‘In danger’: UNESCO flags risk to Australia’s Great Barrier Reef

Fury in Canberra as UNESCO advises world’s biggest reef be moved to list of world heritage sites ‘in danger’ because of climate change.

An aerial view of the Great Barrier Reef off the coast of the Whitsunday Islands
The Great Barrier Reef has suffered a number of bleaching events as a result of climate change [File: Sarah Lai/AFP]

An expert group of the United Nations cultural agency has recommended that Australia’s Great Barrier Reef be added to the list of World Heritage sites that are “in danger” when it meets next month, prompting a furious response from the government.

The committee of the United Nations Educational, Scientific and Cultural Organization (UNESCO) said the world’s most extensive coral reef system should be added to the list because of the impact of climate change.

Australia has been battling for years to keep the Great Barrier Reef, which lies off its northeastern coast and is a major tourist attraction, off the list, which can lead to the eventual loss of World Heritage status.

Richard Leck, head of oceans at WWF Australia, said the committee’s recommendation was a “powerful message that the government needs to lift its game on climate change.”

Minister for the Environment Sussan Ley said Canberra’s conservative government had been assured there would be no recommendation on the reef by the UN before July.

Ley said she and Australia’s Minister for Foreign Affairs Marise Payne had spoken overnight with UNESCO Director-General Audrey Azoulay.

“Politics have subverted a proper process and for the World Heritage Committee to not even foreshadow this listing is, I think, appalling,” she told reporters in Canberra.

The UN body did not consider the billions of dollars spent attempting to protect the world’s largest coral reef, she added.

“This decision was flawed. Clearly, there were politics behind it,” she said.

Ley did not elaborate, but a government source told Reuters news agency that Australia believed China to be responsible amid a souring of relations between the two countries. Chinese officials are influential on three committees, while a Chinese lawmaker is chairman of the World Heritage Committee, the source said.

“We will appeal but China is in control, the meeting is in China, we don’t have much hope,” the source said, declining to be named as he is not authorised to speak to the media.

The recommendation will be discussed at the agency’s virtual meeting in Fuzhou next month, with experts also debating whether sites including Nepal’s Kathmandu Valley and the cities of Venice and Budapest should be added to the “in danger” list.

“The UNESCO warning could not be any clearer, the Great Barrier Reef is in danger because of the Morrison Government’s failure to act on climate change,” Martin Zavan, spokesperson for Greenpeace Australia Pacific said in a statement, referring to Prime Minister Scott Morrison. “The Morrison Government needs to take its role as an environmental custodian seriously and cut emissions by 75 percent this decade to give the Reef a fighting chance.”

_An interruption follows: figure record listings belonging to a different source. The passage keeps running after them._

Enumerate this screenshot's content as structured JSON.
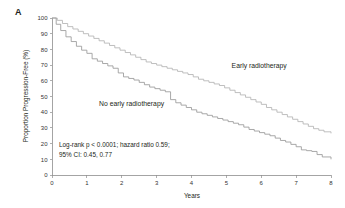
{
  "panel": {
    "label": "A"
  },
  "chart_data": {
    "type": "line",
    "title": "",
    "subtitle": "",
    "xlabel": "Years",
    "ylabel": "Proportion Progression-Free (%)",
    "xlim": [
      0,
      8
    ],
    "ylim": [
      0,
      100
    ],
    "xticks": [
      0,
      1,
      2,
      3,
      4,
      5,
      6,
      7,
      8
    ],
    "yticks": [
      0,
      10,
      20,
      30,
      40,
      50,
      60,
      70,
      80,
      90,
      100
    ],
    "grid": false,
    "legend_position": "inline-annotations",
    "colors": {
      "early": "#b3b3b3",
      "no_early": "#9a9a9a",
      "axis": "#8d8d8d",
      "text": "#231f20"
    },
    "annotations": [
      "Log-rank p < 0.0001; hazard ratio 0.59;",
      "95% CI: 0.45, 0.77"
    ],
    "series": [
      {
        "name": "Early radiotherapy",
        "label_x": 5.15,
        "label_y": 68,
        "x": [
          0,
          0.15,
          0.3,
          0.45,
          0.6,
          0.75,
          0.9,
          1.05,
          1.2,
          1.35,
          1.5,
          1.65,
          1.8,
          1.95,
          2.1,
          2.25,
          2.4,
          2.55,
          2.7,
          2.85,
          3.0,
          3.15,
          3.3,
          3.45,
          3.6,
          3.75,
          3.9,
          4.05,
          4.2,
          4.35,
          4.5,
          4.65,
          4.8,
          4.95,
          5.1,
          5.25,
          5.4,
          5.55,
          5.7,
          5.85,
          6.0,
          6.15,
          6.3,
          6.45,
          6.6,
          6.75,
          6.9,
          7.05,
          7.2,
          7.35,
          7.5,
          7.65,
          7.8,
          8.0
        ],
        "y": [
          100,
          98.5,
          96.5,
          94.5,
          93,
          91.5,
          90,
          88.5,
          87,
          85.5,
          84,
          82.5,
          81,
          79.5,
          78,
          76.5,
          75,
          73.5,
          72,
          71,
          70,
          69,
          68,
          67,
          66,
          65,
          64,
          62.5,
          61,
          60,
          59,
          58,
          57,
          55.5,
          54,
          52.5,
          51,
          49.5,
          48,
          46.5,
          45,
          43,
          41.5,
          40,
          38.5,
          37,
          35.5,
          34,
          32.5,
          31,
          29.5,
          28.5,
          27.5,
          26.5
        ]
      },
      {
        "name": "No early radiotherapy",
        "label_x": 1.35,
        "label_y": 44,
        "x": [
          0,
          0.12,
          0.25,
          0.4,
          0.55,
          0.7,
          0.85,
          1.0,
          1.15,
          1.3,
          1.45,
          1.6,
          1.75,
          1.9,
          2.05,
          2.2,
          2.35,
          2.5,
          2.65,
          2.8,
          2.95,
          3.1,
          3.25,
          3.4,
          3.55,
          3.7,
          3.85,
          4.0,
          4.15,
          4.3,
          4.45,
          4.6,
          4.75,
          4.9,
          5.05,
          5.2,
          5.35,
          5.5,
          5.65,
          5.8,
          5.95,
          6.1,
          6.25,
          6.4,
          6.55,
          6.7,
          6.85,
          7.0,
          7.15,
          7.3,
          7.45,
          7.6,
          7.75,
          8.0
        ],
        "y": [
          100,
          96,
          92,
          88,
          85,
          82,
          79.5,
          77.5,
          74,
          72.5,
          71,
          69.5,
          68,
          65,
          62.5,
          61.5,
          60.5,
          59,
          57.5,
          56,
          55,
          54,
          53,
          48,
          46,
          44.5,
          43,
          41.5,
          40,
          39,
          38,
          37,
          36,
          35,
          34,
          33,
          32,
          30.5,
          29,
          28,
          27,
          26,
          25,
          23.5,
          22,
          21,
          19.5,
          18,
          16,
          15.5,
          15,
          13,
          11.5,
          10
        ]
      }
    ]
  }
}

UNESCO has been pushing to put the reef on the danger list for a number of years, noting the worrying outlook as early as 2015.

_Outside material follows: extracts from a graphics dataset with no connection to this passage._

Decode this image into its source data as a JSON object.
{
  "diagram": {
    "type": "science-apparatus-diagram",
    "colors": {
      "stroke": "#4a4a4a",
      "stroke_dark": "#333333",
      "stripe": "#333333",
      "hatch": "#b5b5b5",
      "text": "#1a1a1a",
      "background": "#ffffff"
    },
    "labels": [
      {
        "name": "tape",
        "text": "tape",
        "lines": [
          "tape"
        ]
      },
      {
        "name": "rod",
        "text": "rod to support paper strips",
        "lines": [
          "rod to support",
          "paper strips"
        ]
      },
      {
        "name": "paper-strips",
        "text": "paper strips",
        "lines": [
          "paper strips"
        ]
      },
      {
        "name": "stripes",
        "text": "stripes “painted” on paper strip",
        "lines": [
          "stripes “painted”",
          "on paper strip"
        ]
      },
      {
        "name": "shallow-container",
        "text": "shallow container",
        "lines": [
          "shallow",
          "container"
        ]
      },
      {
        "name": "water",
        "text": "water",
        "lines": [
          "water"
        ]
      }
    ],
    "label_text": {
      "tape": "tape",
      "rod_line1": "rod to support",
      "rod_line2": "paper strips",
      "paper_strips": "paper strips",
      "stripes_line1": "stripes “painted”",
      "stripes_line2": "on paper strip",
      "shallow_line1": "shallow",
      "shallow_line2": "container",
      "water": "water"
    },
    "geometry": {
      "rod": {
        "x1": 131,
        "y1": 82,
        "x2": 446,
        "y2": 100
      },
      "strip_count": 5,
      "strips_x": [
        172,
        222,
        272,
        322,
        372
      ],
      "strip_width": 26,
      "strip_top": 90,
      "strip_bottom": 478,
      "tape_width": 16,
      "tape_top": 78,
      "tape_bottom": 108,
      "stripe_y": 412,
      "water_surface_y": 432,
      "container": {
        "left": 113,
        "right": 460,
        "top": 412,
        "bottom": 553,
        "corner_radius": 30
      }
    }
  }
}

While acknowledging Australia’s efforts to improve reef quality and the financial commitments made, it noted “with the utmost concern and regret… that the long-term outlook for the ecosystem of the property has further deteriorated from poor to very poor.”

A study published in the Proceedings of the Royal Society Journal last October found half the reef’s corals had died over the past 25 years.

The International Union for the Conservation of Nature, meanwhile, said in a December report that the health of the Great Barrier Reef was in a critical state and deteriorating as a result of climate change.

Coral bleaching occurred in 2016, 2017 and 2020, which also affected the reef’s animal, bird and marine population, it said. Bleaching takes place when hotter water destroys the algae on which the coral feeds, causing it to turn white.

Australia’s heavy reliance on coal-fired power makes it one of the world’s largest carbon emitters per capita, but its conservative government has resisted calls to commit to a target of net-zero carbon emissions by 2050.

Morrison has said only that the country hoped to reach carbon neutral “as soon as possible” it has backed and has continued to support the country’s fossil fuel industries, arguing tougher action on emissions would cost jobs.